The Windows Community Toolkit covers UI-layer concerns: controls, animations, behaviors, and UI thread utilities. It has a hard dependency on WinUI 3. The two toolkits are designed to work together and share the CommunityToolkit namespace prefix, but installing one does not require the other.

A typical WinUI 3 application might use CommunityToolkit.Mvvm for ViewModel patterns, CommunityToolkit.WinUI.Controls.SettingsControls for its settings page, and CommunityToolkit.WinUI.Animations for entrance animations, treating them as three independent dependencies that happen to share an origin and work well together.


Deciding Which Packages to Adopt

The modular structure makes selective adoption straightforward. A few questions help narrow down which packages are worth adding to a project.

If your application has a settings page that needs to look consistent with Windows 11’s own settings style, CommunityToolkit.WinUI.Controls.SettingsControls is worth installing regardless of your other choices. The controls are well-tested, actively maintained, and save a meaningful amount of layout work.

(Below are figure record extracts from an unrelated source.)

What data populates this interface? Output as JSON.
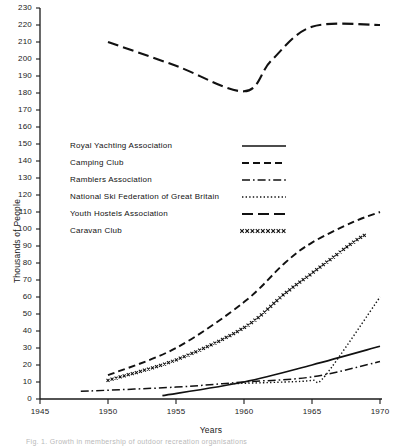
{
  "chart_data": {
    "type": "line",
    "title": "",
    "xlabel": "Years",
    "ylabel": "Thousands of People",
    "xlim": [
      1945,
      1970
    ],
    "ylim": [
      0,
      230
    ],
    "xticks": [
      1945,
      1950,
      1955,
      1960,
      1965,
      1970
    ],
    "xtick_labels": [
      "1945",
      "1950",
      "1955",
      "1960",
      "1965",
      "1970"
    ],
    "yticks": [
      0,
      10,
      20,
      30,
      40,
      50,
      60,
      70,
      80,
      90,
      100,
      110,
      120,
      130,
      140,
      150,
      160,
      170,
      180,
      190,
      200,
      210,
      220,
      230
    ],
    "ytick_labels": [
      "0",
      "10",
      "20",
      "30",
      "40",
      "50",
      "60",
      "70",
      "80",
      "90",
      "100",
      "110",
      "120",
      "130",
      "140",
      "150",
      "160",
      "170",
      "180",
      "190",
      "200",
      "210",
      "220",
      "230"
    ],
    "grid": false,
    "legend_position": "center-left",
    "series": [
      {
        "name": "Royal Yachting Association",
        "style": "solid",
        "x": [
          1954,
          1960,
          1965,
          1970
        ],
        "values": [
          2,
          10,
          20,
          31
        ]
      },
      {
        "name": "Camping Club",
        "style": "dashed",
        "x": [
          1950,
          1955,
          1960,
          1963,
          1965,
          1968,
          1970
        ],
        "values": [
          14,
          30,
          57,
          80,
          92,
          104,
          110
        ]
      },
      {
        "name": "Ramblers Association",
        "style": "dash-dot",
        "x": [
          1948,
          1955,
          1960,
          1965,
          1970
        ],
        "values": [
          4.5,
          7,
          10,
          13,
          22
        ]
      },
      {
        "name": "National Ski Federation of Great Britain",
        "style": "dotted",
        "x": [
          1959,
          1963,
          1965,
          1966,
          1970
        ],
        "values": [
          9,
          10,
          11,
          14,
          60
        ]
      },
      {
        "name": "Youth Hostels Association",
        "style": "long-dash",
        "x": [
          1950,
          1955,
          1960,
          1962,
          1965,
          1970
        ],
        "values": [
          210,
          196,
          181,
          199,
          219,
          220
        ]
      },
      {
        "name": "Caravan Club",
        "style": "x-markers",
        "x": [
          1950,
          1955,
          1960,
          1963,
          1965,
          1968,
          1969
        ],
        "values": [
          11,
          23,
          42,
          62,
          74,
          92,
          97
        ]
      }
    ]
  },
  "legend": {
    "items": [
      {
        "label": "Royal  Yachting  Association",
        "key": "solid"
      },
      {
        "label": "Camping  Club",
        "key": "dashed"
      },
      {
        "label": "Ramblers  Association",
        "key": "dash-dot"
      },
      {
        "label": "National Ski  Federation  of  Great  Britain",
        "key": "dotted"
      },
      {
        "label": "Youth  Hostels   Association",
        "key": "long-dash"
      },
      {
        "label": "Caravan  Club",
        "key": "x-markers"
      }
    ]
  },
  "caption": {
    "text": "Fig. 1.  Growth  in  membership  of  outdoor  recreation  organisations"
  }
}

If you have designers producing After Effects animations and want them to appear in the UI without video files or GIF artifacts, Lottie-Windows handles that requirement. The LottieGen code generation path is worth taking from the start rather than treating it as an optimization to add later.

If your XAML files are accumulating event handlers in code-behind for things like responding to focus changes, scroll position triggers, or property transitions, XAML behaviors may let you move that logic back into the ViewModel or into a reusable behavior class. The tradeoff is additional XAML verbosity at the use site.

For the animation builder, the decision comes down to whether you need composition-layer animations. If your motion requirements are simple transitions that storyboard animations handle well, adding the animations package may not justify the dependency. If you need performant, interruptible animations that respond to scroll position or touch input through expression animations, the composition API wrappers in the package save substantial time.

The layout controls fill specific gaps. If your application does not have wrapping item grids or dock-style layouts, skipping those packages is reasonable. If it does, reaching for WrapPanel or DockPanel is faster than implementing equivalent behavior with ItemsRepeater layouts or nested grids.

Start by installing the packages whose controls or features you know you need, then add others if you find yourself writing functionality the toolkit already provides. The toolkit sample app is the fastest way to browse what exists before deciding what to adopt.